What's the beach at Normandy like now? What was it like before WW2?

ETA - No “drifting off course”. Apparently a frontal assault of those cliffs was thought to be the only way to remove some heavy guns that had been installed there.

It’s also worth bearing in mind that the Germans weren’t 100% sure where the invasion was going to be. They’d made an educated guess for Normandy, but there was also a school of thought thinking that were going for Round II at Dieppe, or perhaps that they weren’t even going to bother with a landing in Northern France and were going to focus all their energy coming in through Italy or Southern France instead.

By the time the local commanders had gotten through to their superiors, and their superiors had gotten through to Berlin, and someone had woken Hitler up, and Hitler had ranted for a bit and then ordered a counter-attack, and then Berlin got back to the superiors of the local commanders, who got in touch with the local commanders, who got in touch with the troops to tell them what to do, it was too late and there were nearly 200,000 allied soldiers along with mind-boggling numbers of tanks, half-tracks, jeeps, and field guns ashore and in control of the areas immediately inland- not to mention the Royal Navy, RAF, and USAAF sitting offshore or flying overhead pounding anything in feldgrau that moved.

The Germans expected the invasion to be over the shortest route ie Calais or thereabouts. There was a huge disinformation campaign to reinforce this belief. General Patton was in charge of a non-existent Army, a non-existent Army that somehow managed to have a goodly amount of radio traffic, for instance.

However, remember the Allies had great Naval power at Gallipoli and it did no good (virtually) as the guns were not howitzers. The angle plays against them. Helpful yes- and the terrain was radically different.

Also the British made use of double-agents who fed misinformation back to their supposed masters in Germany suggesting that the Pas-de-Calais was the likely invasion area. During the pre-invasion bombing campaign the Allies dropped twice as many bombs on the Calais area than in Normandy, planting yet another hint in the German’s minds that the former area was the main place to deploy their best troops.

There’s a great book Bodyguard of Lies by Anthony Cave Brown which details all manner of deceptions used by the Allies. A constant refrain whilst reading it is “Oh, you fucking devious bastards!”.

As in The Man Who Never Was for the invasion of Sicily (from memory).

Interesting story, that- they found a man who had died of pneumonia and got permission from his family to use his body as part of an elborate ruse to fool the Germans.

They dressed the dead man in an Royal Marines uniform and a Mae West life jacket, and then placed several papers in a briefcase attached to his person alluding to the quality of Sardines and other such coded things which were basically the Intelligence equivalent of a big neon sign saying “THE ALLIES ARE GOING TO INVADE SARDINIA & CORSICA”.

The body was taken by submarine to a spot just off the coast of Neutral-but-pro-Axis Spain and put into the water (after a reading of the 39th Psalm), and allowed to drift ashore.

The idea was the German agents in Spain would think they had found the body of a courier travelling with sensitive documents who had been killed in an aeroplane crash.

The plan- Operation Mincemeat- was a complete success.

The interesting thing is that rather a lot of this sort of thing went on during the war, and this was by no means the weirdest or most unorthodox thing that MI5 or the OSS came up with during the war, either.

I assume you’re talking about Pointe Du Hoc - Rangers scaled those cliffs on ropes attached to rocket-propelled grappling hooks, as well as ladders, under fire, then stayed there for 2 days repelling German counter-attacks on the far right flank of Omaha beach. They started D-day with 225 men and finished with 90. The cliffs were 100ft high.

Pointe Du Hoc info.

It was also a bit of luck that Rommel and his officers were on leave at the start of the invasion.

Even after the Normandy invasion Hitler was inclined to believe that this was a diversion to draw his troops away from the “main target” of the Pas-de-Calais. For several weeks after D-Day he held back forces in the Calais area which could have been used in Normandy.

My understanding was that he was convinced that no ‘real’ invasion would be led by Montgomery; he was sure it would be led by Patton. Patton was still in England running lots of radio traffic to ensure the Germans though he was coming soon at Calais. Meanwhile, 1 million men landed at Normandy and poured into the hedgerows.

It was a masterful piece of intelligence work and very very well done.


» **Work required**
All of the data that follows is to be written out exactly, with images excluded.

(Referring expression grounding data)
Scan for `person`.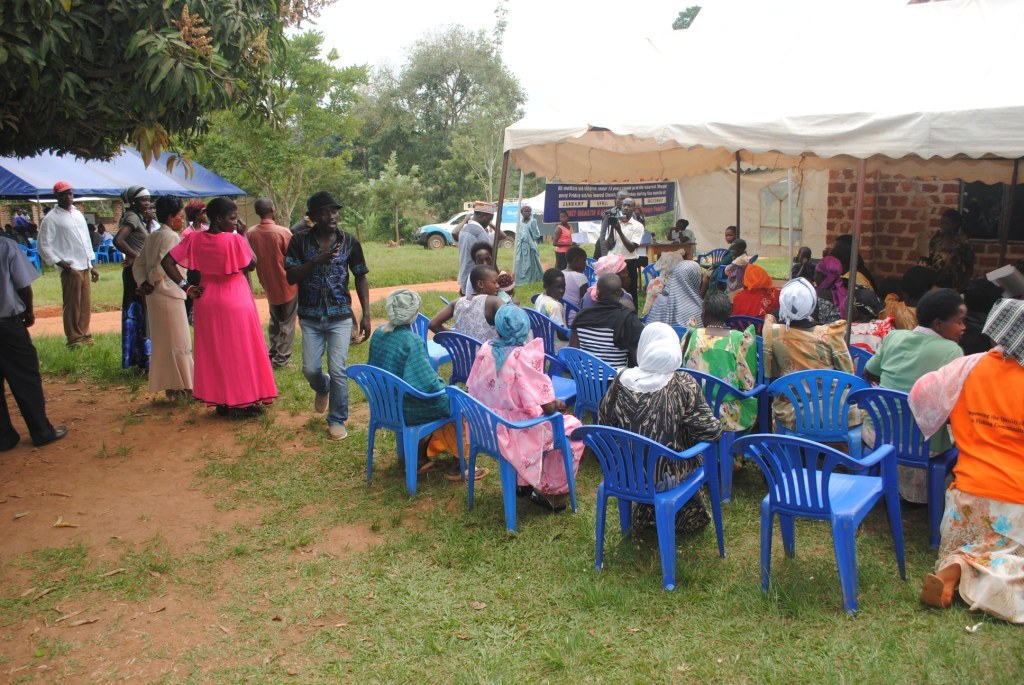
Scan result: (457, 237, 514, 301).
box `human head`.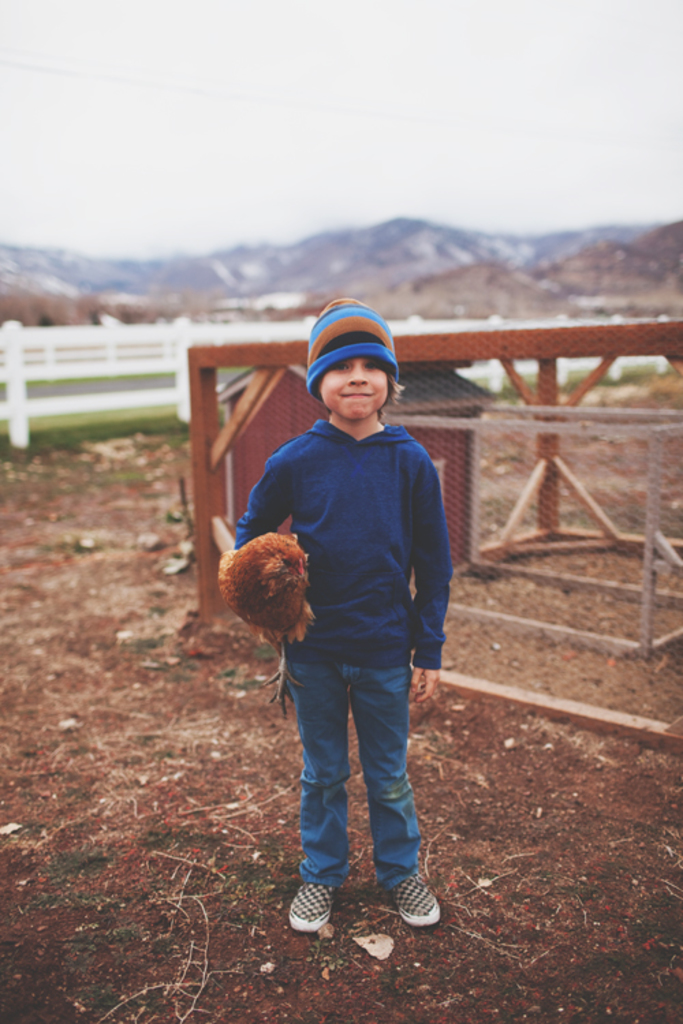
l=292, t=295, r=411, b=438.
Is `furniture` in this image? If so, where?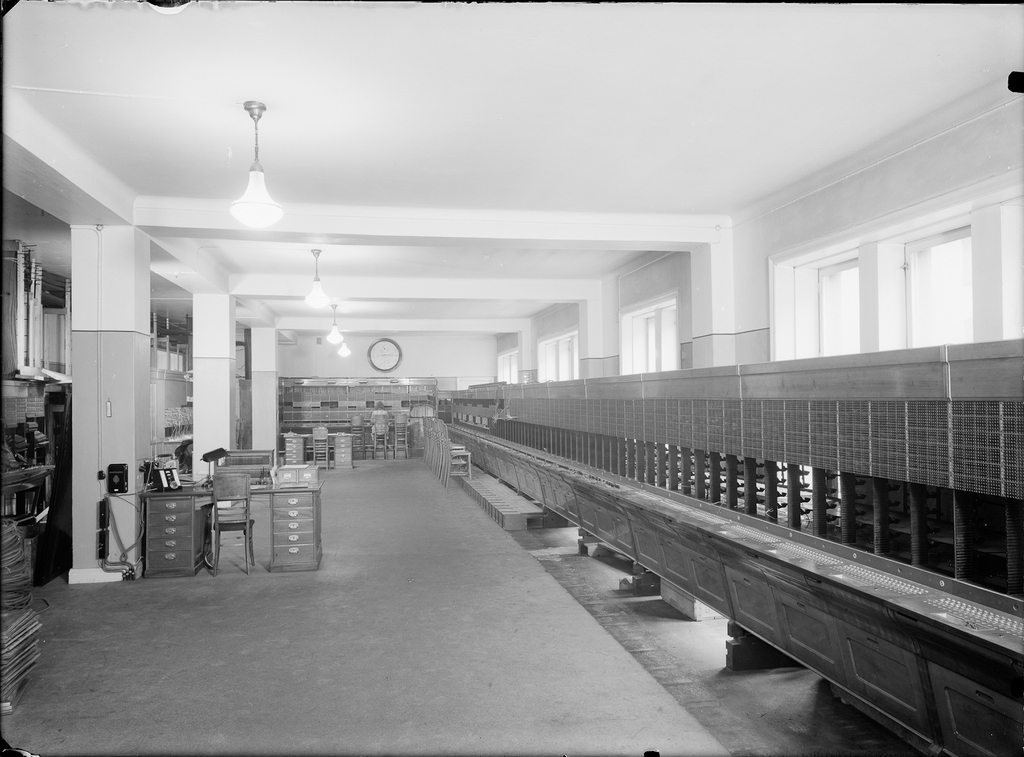
Yes, at x1=209, y1=475, x2=257, y2=576.
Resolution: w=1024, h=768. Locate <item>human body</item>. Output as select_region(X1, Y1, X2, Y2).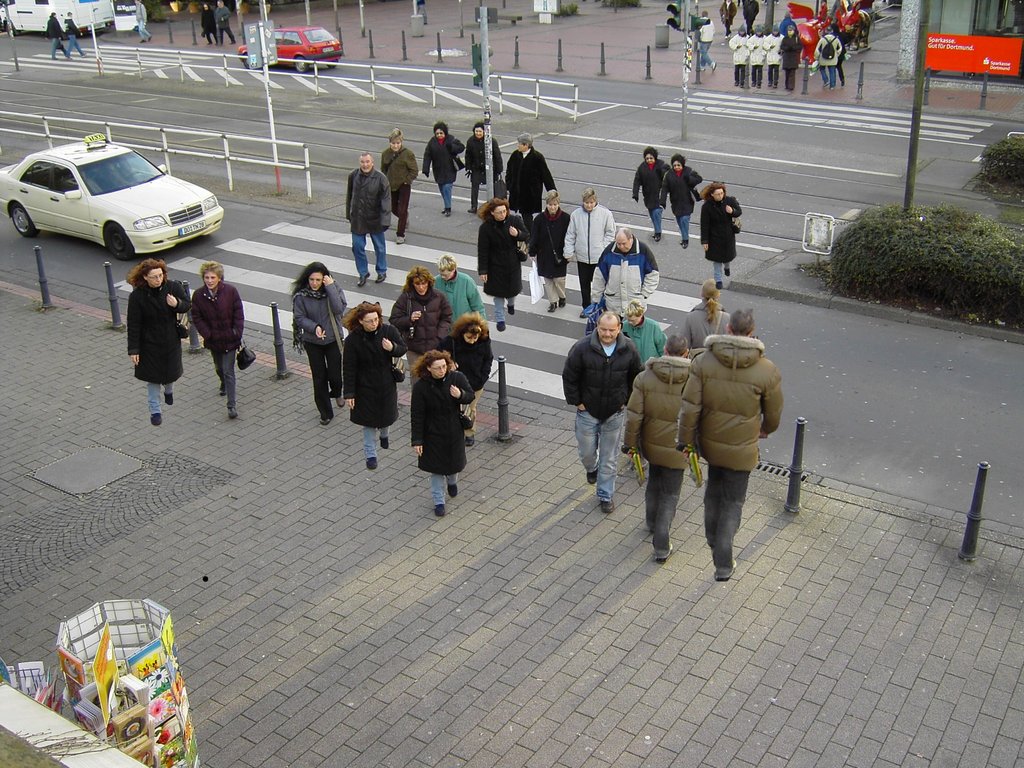
select_region(340, 317, 408, 468).
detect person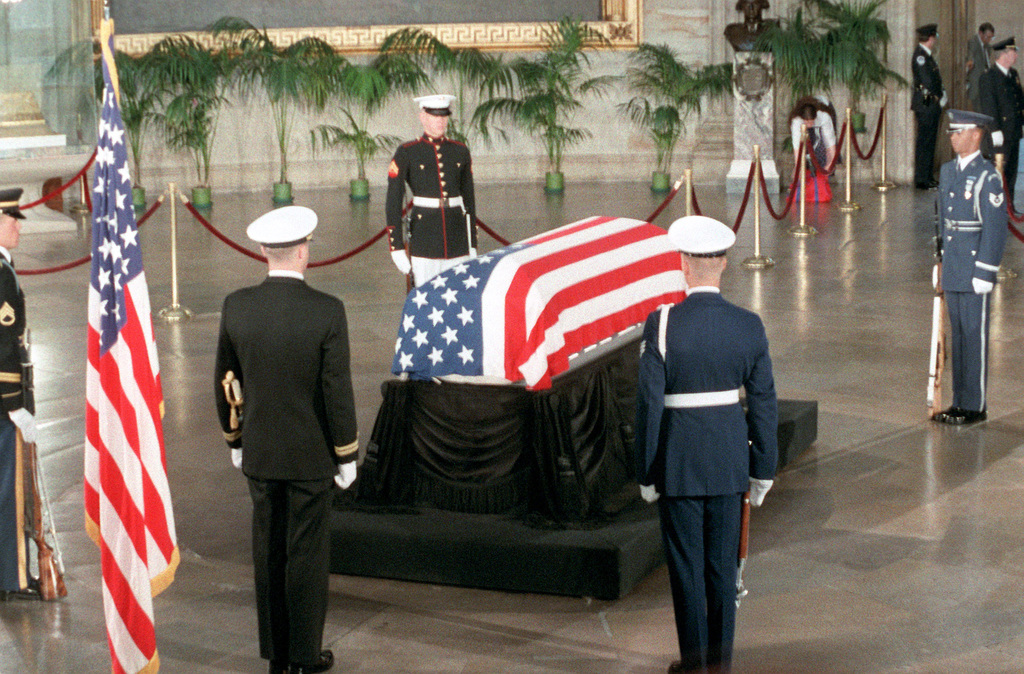
215 206 358 673
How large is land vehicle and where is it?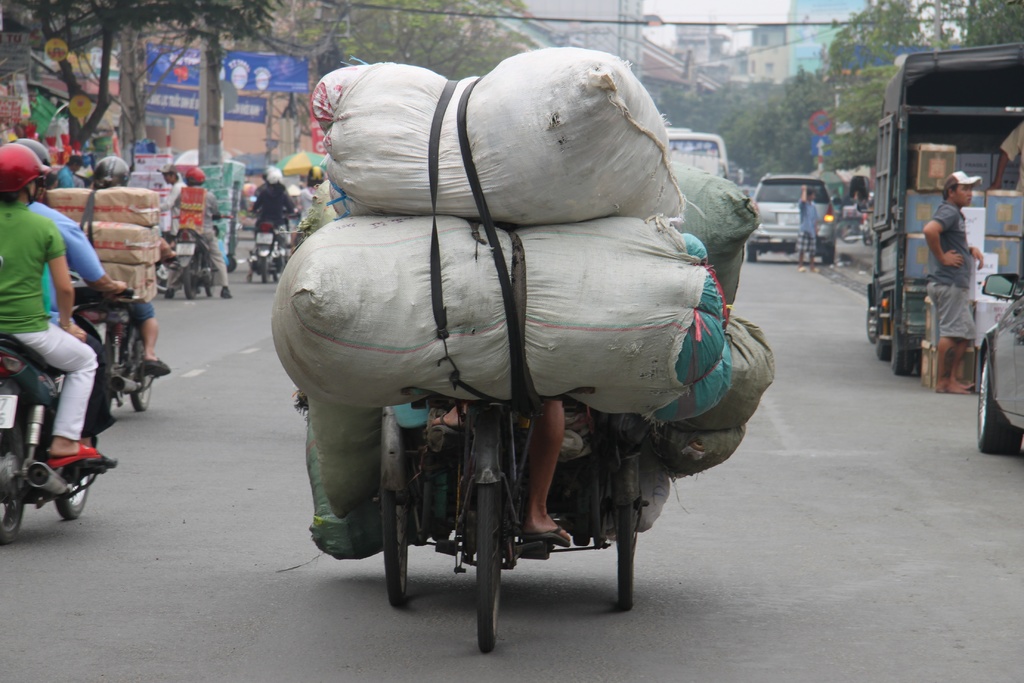
Bounding box: l=0, t=270, r=150, b=548.
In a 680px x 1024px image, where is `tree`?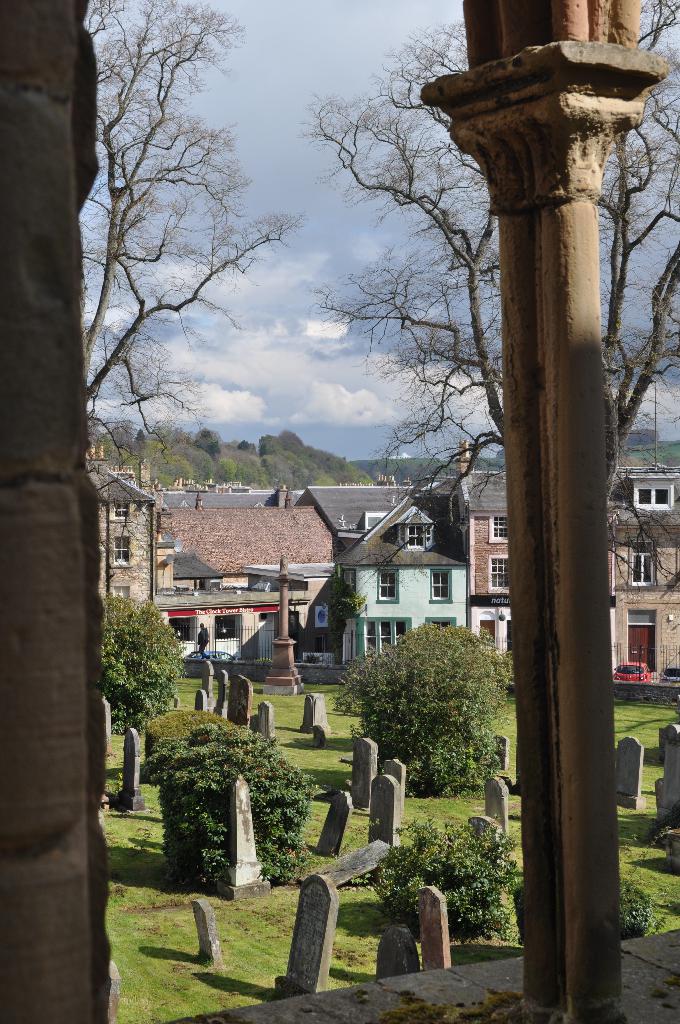
bbox=[142, 704, 238, 748].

» **Response below**
Scan for `person`.
Scan result: (457, 237, 514, 301).
box `human head`.
l=292, t=295, r=411, b=438.
Is `furniture` in this image? If so, where?
Yes, at x1=209, y1=475, x2=257, y2=576.
Resolution: w=1024, h=768. Locate <item>human body</item>. Output as select_region(X1, Y1, X2, Y2).
select_region(340, 317, 408, 468).
detect person
215 206 358 673
How large is land vehicle and where is it?
Bounding box: l=0, t=270, r=150, b=548.
In a 680px x 1024px image, where is `tree`?
bbox=[142, 704, 238, 748].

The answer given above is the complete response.